Steve: Yeah, that’s a difficult one for us to work, mainly because we don’t have a lot of information and that area is covered by a lot of glacial till.

We did some MMI and really those were some of the lowest numbers we’ve seen in the area but it’s hard to say if it’s because it was so deep - MMI is not supposed to be affected by that but I can’t image that 150 meters of till verses 2 meters of till has no affect. It’s hard to say, but they were our lowest numbers, in the 4000 – 5000 samples I had, those are some of the lowest.

Rick: So we optioned off what we considered out lowest chance property based on the numbers we had?

Steve: Basically that’s exactly it. If you’re going to have in the 100’s of meters of volcanic rock sitting on top, that’s going to seriously affect how easy it is to make a discovery and whether you’re even going to be able to mine the thing. We really had no reason to keep working in there.

Rick:Newmont Mining Corp. (NYSE: NEM, Stock Forum) seems to like the area, they’ve subsequently optioned a couple smaller properties from companies in the area.

Steve: Yes, they got the one showing from a local prospector, it was in the middle of our Bullion property, so I think a lot of what they were doing was just saying “Well look we have a pretty solid showing here that’s in the regional mag, a nice mag ring so it shows an intrusion there. We want to solidify up our property package and some of it might bleed out onto the Bullion property.” That was probably the main reason to get it from us.

Rick: Tiex optioning it to Newmont certainly makes for good press and keeps us in the game, keeps them maintaining 22,000 hectares. I think it’s a win/win.

Steve: I don’t think a junior can put a porphyry into production. I think you need to be looking for a major miner like a Gold Fields Ltd. (NYSE: GFI, Stock Forum), Newmont or a Freeport McMoran Copper and Gold Inc. (NYSE: FCX, Stock Forum) to come in early. That’s got to be our thinking, we want to get into a joint venture with a major with these things and get them involved to do all the heavy lifting later because we just don’t have the wherewithal to do it. You’re going to dilute yourself to death and news flow just slowly diminishes because you’re just doing production drilling, it’s pretty hard for juniors to get into the mining game on porphyries.

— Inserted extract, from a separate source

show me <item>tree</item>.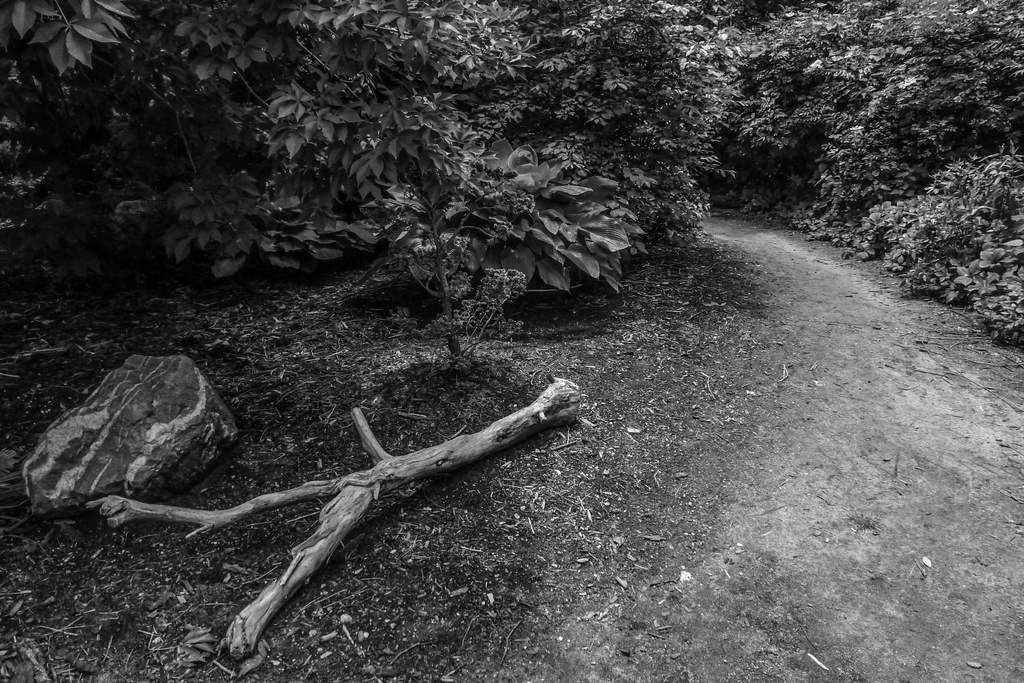
<item>tree</item> is here: l=705, t=0, r=1021, b=352.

Rick: You go the route of the property dilution model and company dilution model. With these porphyries, I think it’s best to take property dilution - where you’ll take 30%, give somebody 70%, let them spend the money and you go work something else 100% owned while they work the JV.

Steve: Exactly, it doesn’t make financial sense for you the junior, but it makes financial sense for a major to back you, to not have to go out there to explore all the time. They have accountants to deal with that are sitting there saying well we need to improve our inventory, and how are we going to do that doing a hundred million dollars of exploration, you could do a 100 million dollars and not get anything. So big companies are all of a sudden answering to the bean counters who are saying “we mined this much copper we’ve got to replace it, how do we do that?”

Well how they do it is they buy another company or they buy into a project. That’s the easiest way for them to get in, they’ve got a large pool of money, we’ve got the projects, so let’s help them use their money.

It’s all to our advantage, let’s figure out where we are in the food chain and do it well.